Interestingly, the report immediately narrows its scope down to that last complaint, that scholarship has been overrun by political goals, distorting disciplinary standards and producing bad research.
American Sociological Association: SOC 101 should be taught "consistent with disciplinary standards" and not "political preferences."
That objection fails when a discipline itself mirrors political preferences—and, judging by the ASA's own output, that seems to be happening 🧵
"Rethinking Social Movements: Can Changing the Conversation Change the World?"
The title of the ASA's 2016 meeting, which asks whether movements like Occupy Wall Street can "muster the power to achieve lasting social change?"
"Feeling Race: An Invitation to Explore Racialized Emotions" was the title of the 2018 ASA conference—which promises to brings "attention to the subject of racialized emotions and to the urgent need to develop policies, practices, and politics to address them."

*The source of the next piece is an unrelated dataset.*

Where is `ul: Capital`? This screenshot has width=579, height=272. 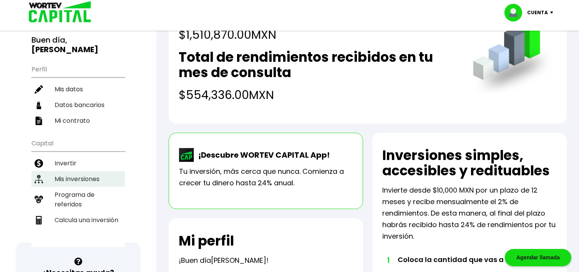 ul: Capital is located at coordinates (78, 191).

The University of Alabama scrubbed the "Path Forward Diversity Report" from its website, but archived webpages show just how extensive it was—and how President Bell directly supported it.
"I look forward to the work of this committee," he said. Take a look at that work 🧵🧵🧵
The plan calls for embedding "DEI competencies" into annual performance reviews which would "measure inclusive behavior" and "ensure accountability" for the university's social justice commitment.
It proposes conducting "a review of the tenure and promotion process" to recognize faculty service "in the interest of advancing racial equality."
Whenever you see a bizarre trend in academia, it’s worth asking whether its homegrown or funded from outside. I recently wrote about how the Andrew W. Mellon Foundation has worked hard to make “trans studies" a legitimate academic field.
Here are some of Mellon's grants 🧵
The “Black, Indigenous, & Trans of Color Histories Lab” received $460,000 from Mellon in 2024. The “lab” recently hosted a symposium titled “Trans Joy, Pleasure, Freedom.” Its keynote address was delivered by a Rutgers doctoral student & self-described “p*rn archivist.”
Notably, the “lab” includes several Mellon grantees. Co-lead Joshua Reason was a Mellon undergrad & dissertation fellow. Alejandrina Medina, another co-lead, received a Mellon-funded “Trans Studies” fellowship—as did the event’s keynote speaker.
NEW: The Mellon Foundation doesn’t just fund research; it helps distribute jobs. In doing so, it blurs the lines between charitable patronage and a different sort: the patronage of a political machine.
Mellon is the country’s largest funder of humanities by a mile. In its giving, it focuses aggressively on creating career opportunities for scholars.
Mellon money follows—and sometimes ramrods—these scholars through every career chokepoint.
This can virtually guarantee a scholar’s career. To see how it works, consider Kaneesha Parsard, who is now professor at University of Chicago.